Kaycee Ryann and Eric Finch said they were in the crowd marching through Civic Center Park, which lies between the City-County Building and the state Capitol, when police tried to split the crowd into smaller groups.

"There was no warning. We weren't coming at them. They were coming at us," Finch said.

AP Television News video showed one group of protesters counting down from 10 and then charging at police. They quickly retreated as police shoved them back. Some of the officers gripped their batons, one hand at either end, as they pushed the protesters back.

Finch said he was struck by rubber pellets and a baton.

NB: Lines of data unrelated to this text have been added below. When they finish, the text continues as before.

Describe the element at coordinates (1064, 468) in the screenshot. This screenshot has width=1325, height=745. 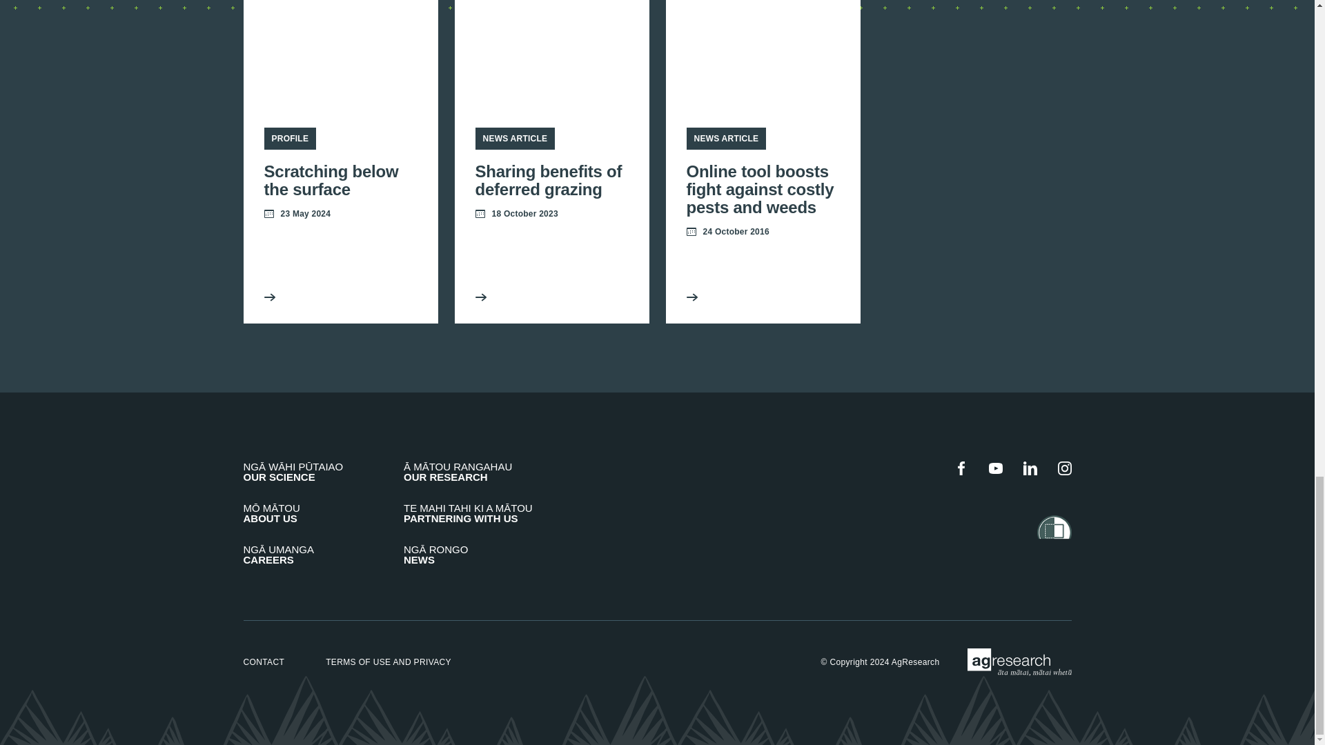
I see `Instagram` at that location.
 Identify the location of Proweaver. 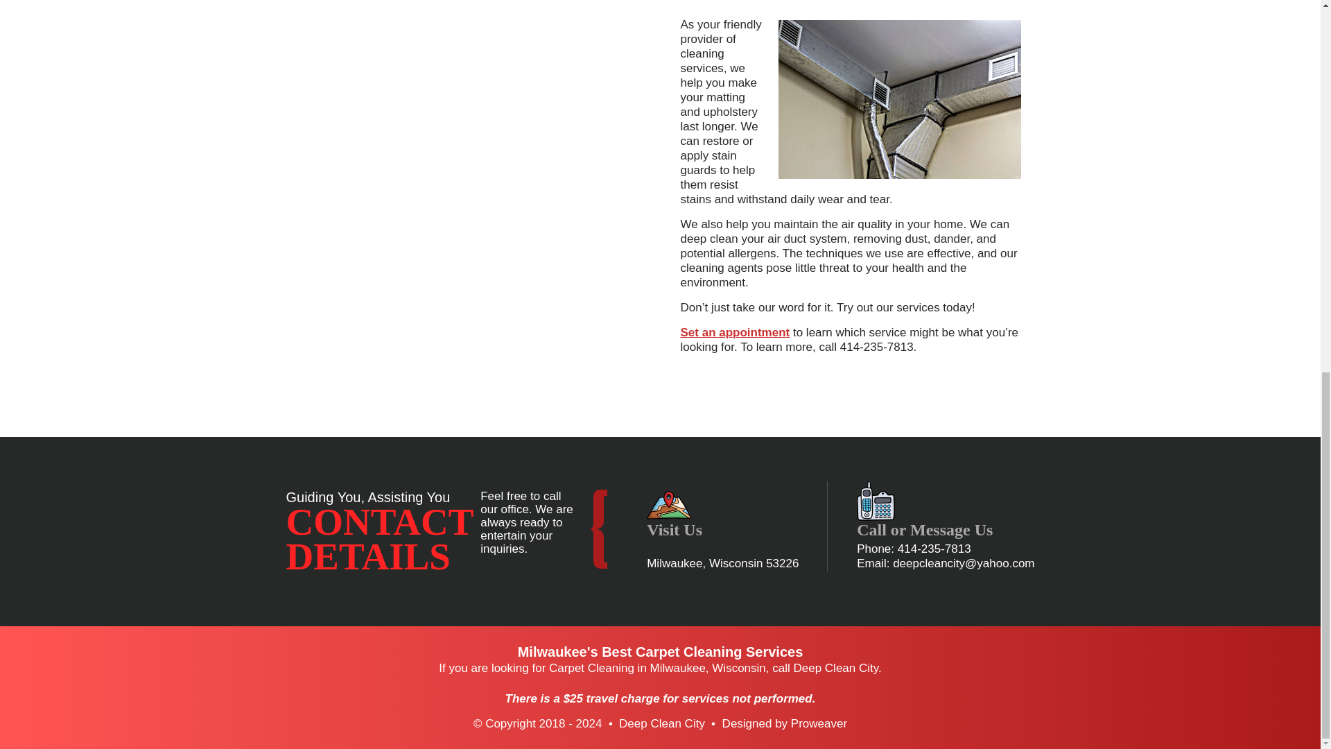
(818, 723).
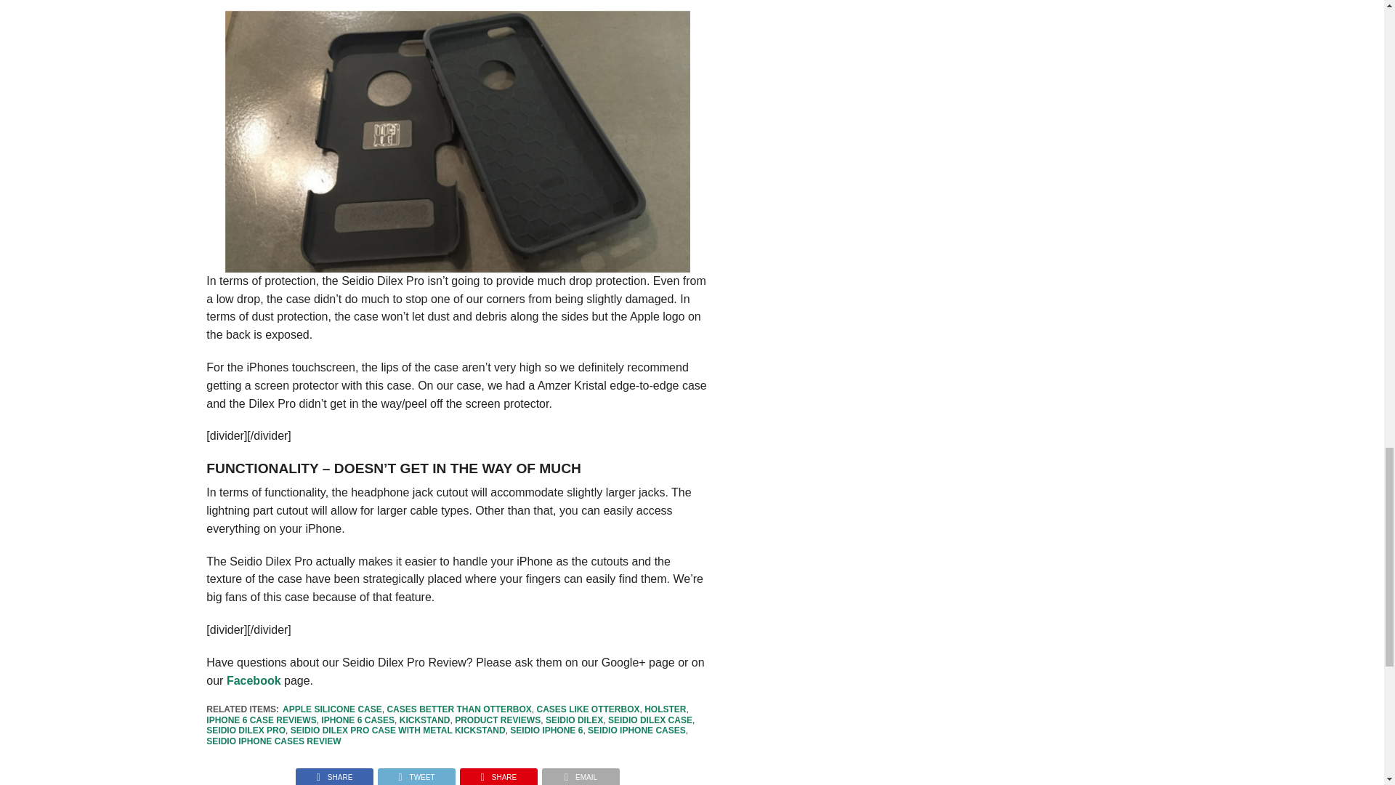 The height and width of the screenshot is (785, 1395). Describe the element at coordinates (416, 773) in the screenshot. I see `Tweet This Post` at that location.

Polly White of the Joint Information Center, a command set up by city, state and federal authorities to field media inquiries during the convention, said she had no reports of police firing rubber pellets.

A second spokeperson for the Joint Information Center, Lynn Kimbrough, said early Tuesday that preliminary reports showed that two officers used pepper spray and one officer shot pepper balls.

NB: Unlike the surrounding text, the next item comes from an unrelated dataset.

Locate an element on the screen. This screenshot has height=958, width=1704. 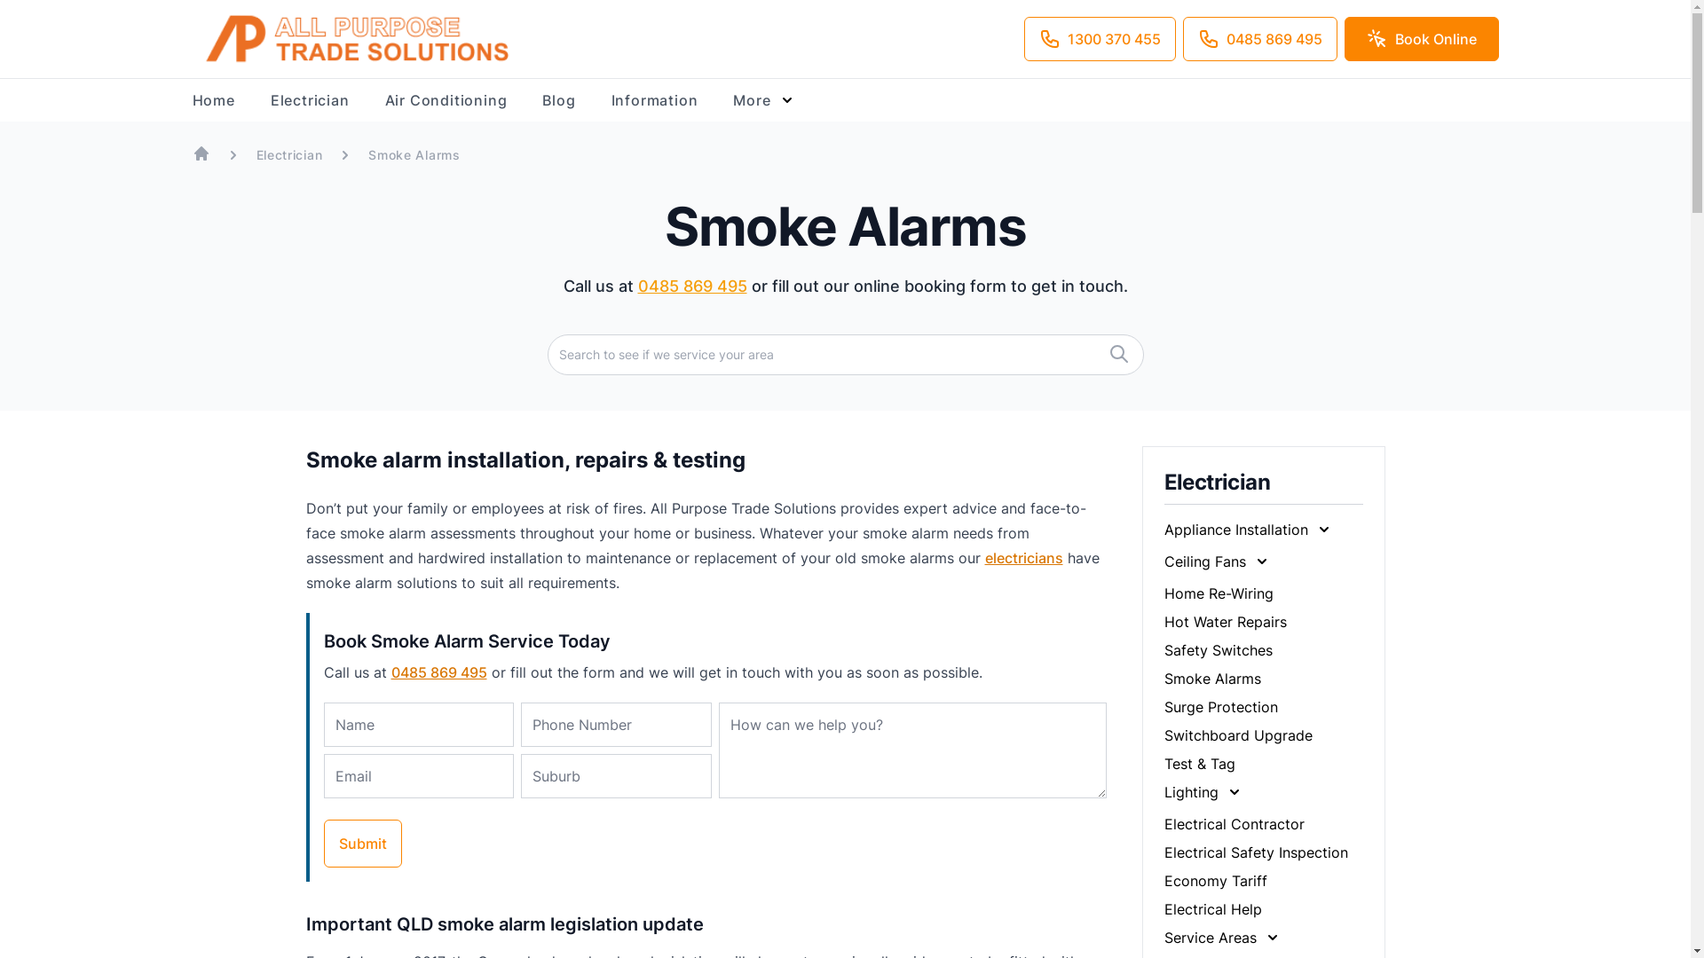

Ryann and Finch described themselves as anti-capitalists who were protesting ecological devastation. They said others in the crowd were protesting other issues.

Police formed lines to contain a large number of people at the scene while they questioned some, but everyone was allowed to go after about an hour.

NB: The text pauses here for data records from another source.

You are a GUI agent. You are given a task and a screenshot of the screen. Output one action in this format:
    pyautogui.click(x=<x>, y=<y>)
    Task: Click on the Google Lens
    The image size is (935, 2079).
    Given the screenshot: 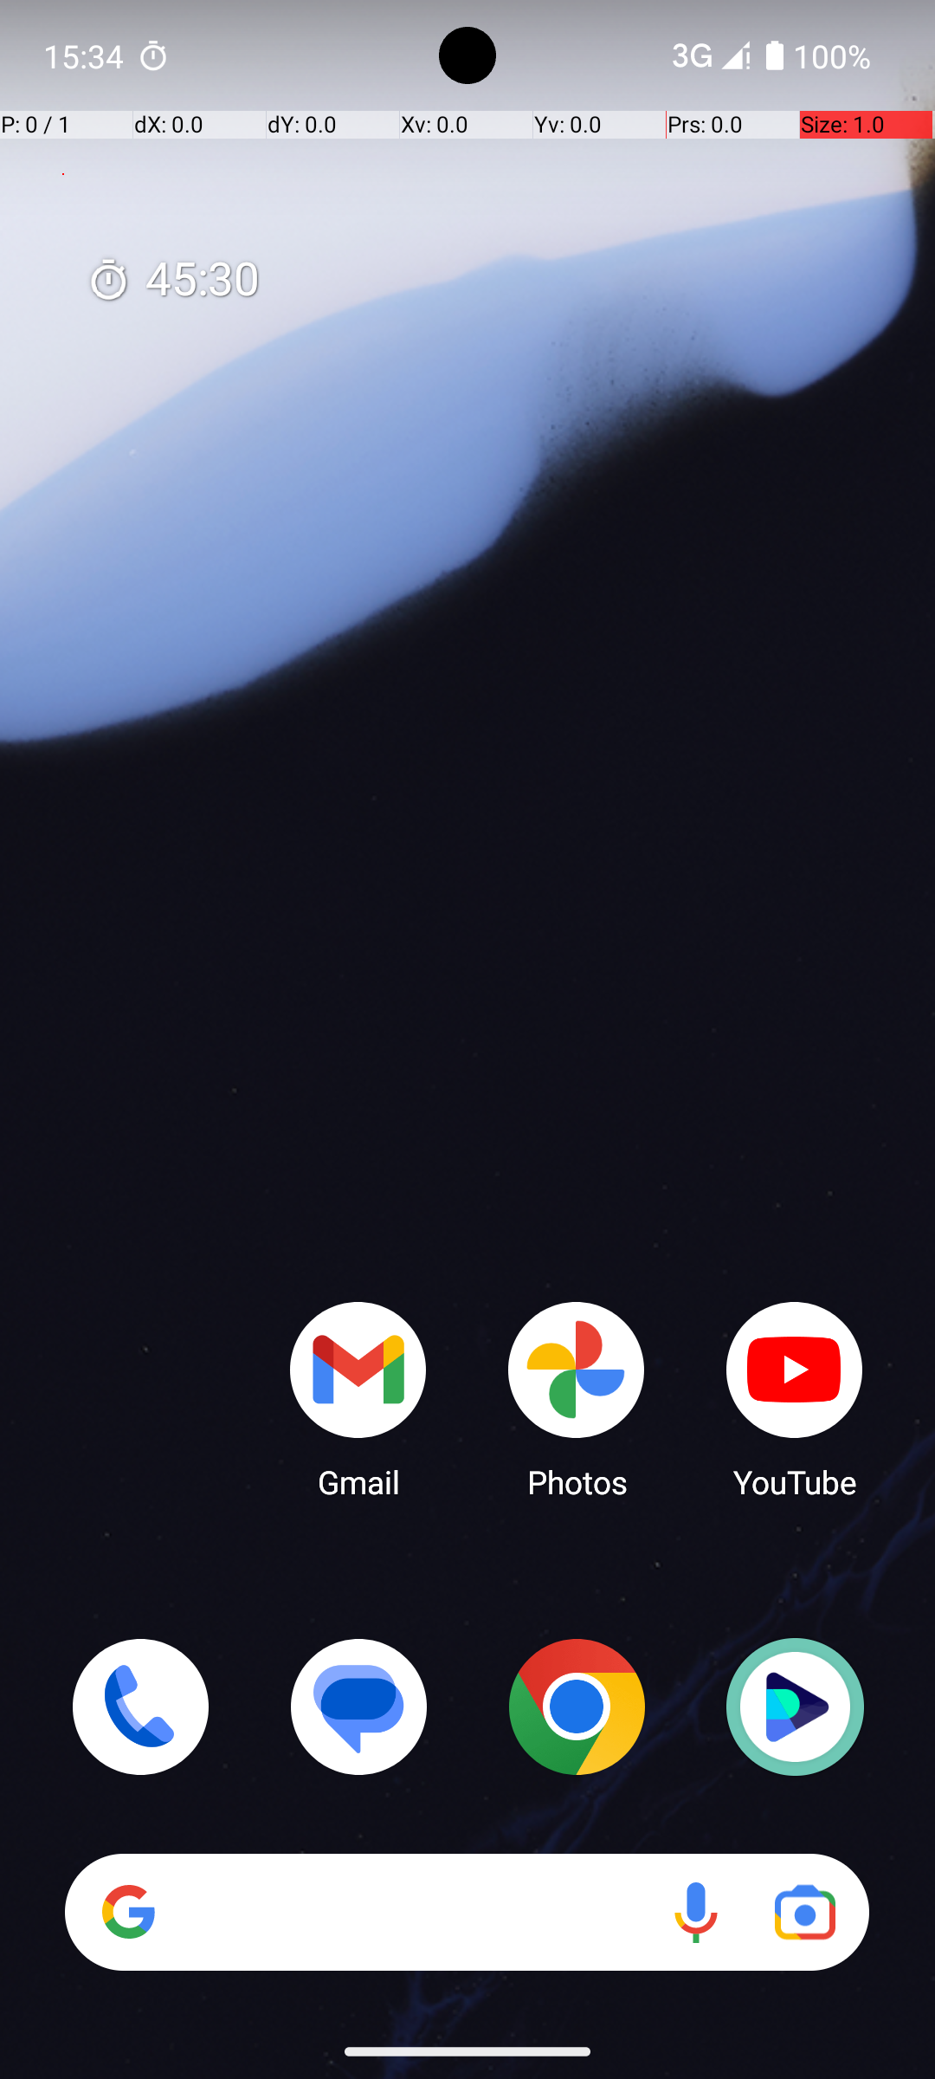 What is the action you would take?
    pyautogui.click(x=805, y=1912)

It was believed to be the first time a police-protester confrontation turned physical and the first time officers used any kind of chemical spray since demonstrations began on Sunday, a day before the convention.

Ron Kovic, a paralyzed Vietnam veteran and anti-war activist who led a peaceful march the day before, hurried to the scene in his wheelchair from his downtown hotel after he heard about the confrontation.

"We must remain nonviolent. We must have the high moral ground," he told the crowd.

"There's a powerful police presence here. The chill of 1968 is in the air of Denver," said Kovic, whose story was chronicled in the book and movie "Born on the Fourth of July."

Earlier Monday, protesters chanting "Stop the torture, stop the war" marched from Civic Center Park to the federal courthouse complex.

Some wore jail-style orange jumpsuits and black hoods, like inmates at the infamous Abu Graib prison in Iraq.

At the courthouse complex, the crowd heard a recording by former Black Panther Mumia Abu-Jamal, imprisoned in the killing of a police officer 27 years ago in Philadelphia. Activists in the U.S. and Europe have rallied in Abu-Jamal's support, saying he is the victim of a racist criminal justice system.

"Here, democracy is on life support," Abu-Jamal said on the recording.

Elsewhere, about a half dozen men holding signs opposing homosexuality attracted a steady stream of people who wanted to argue on the pedestrian mall. The demonstrators were surrounded by police and bystanders, some snapping photos, temporarily blocking shuttle buses from passing.

Denver police said one man was arrested for keeping police away from another man they wanted to question. Police spokesman Sonny Jackson said the second man, who got away, had a bottle with a liquid inside that raised their suspicions.

At least eight other people were arrested across the city on Monday, including five detained about a mile southeast of the state Capitol. Four faced charges of disobeying a lawful order, two faced a trespassing charge and two faced false information charges.

A small group of protesters marched to the demonstration zone outside the Pepsi Center, where the convention will be held, complaining they are being treated like inmates.

Protesters derisively call the 47,000-square foot zone the "Freedom Cage." It's separated from the parking lot around the convention hall by metal fences atop concrete barriers.

They complained it's too far from the Pepsi Center entrance, but Secret Service spokesman Malcolm Wiley said it meets the legal requirement to be within sight and sound of the delegates.

"We're being treated by the city of Denver and the Secret Service like political prisoners, like pariahs," said Mark Cohen, an organizer of the Recreate 68 Alliance, a protest group.

A signup sheet for speakers at the protest zone had a number of fake signatures and comments such as, "J. Stalin -- This is awesome" and "G. Washington -- You can't cage freedom."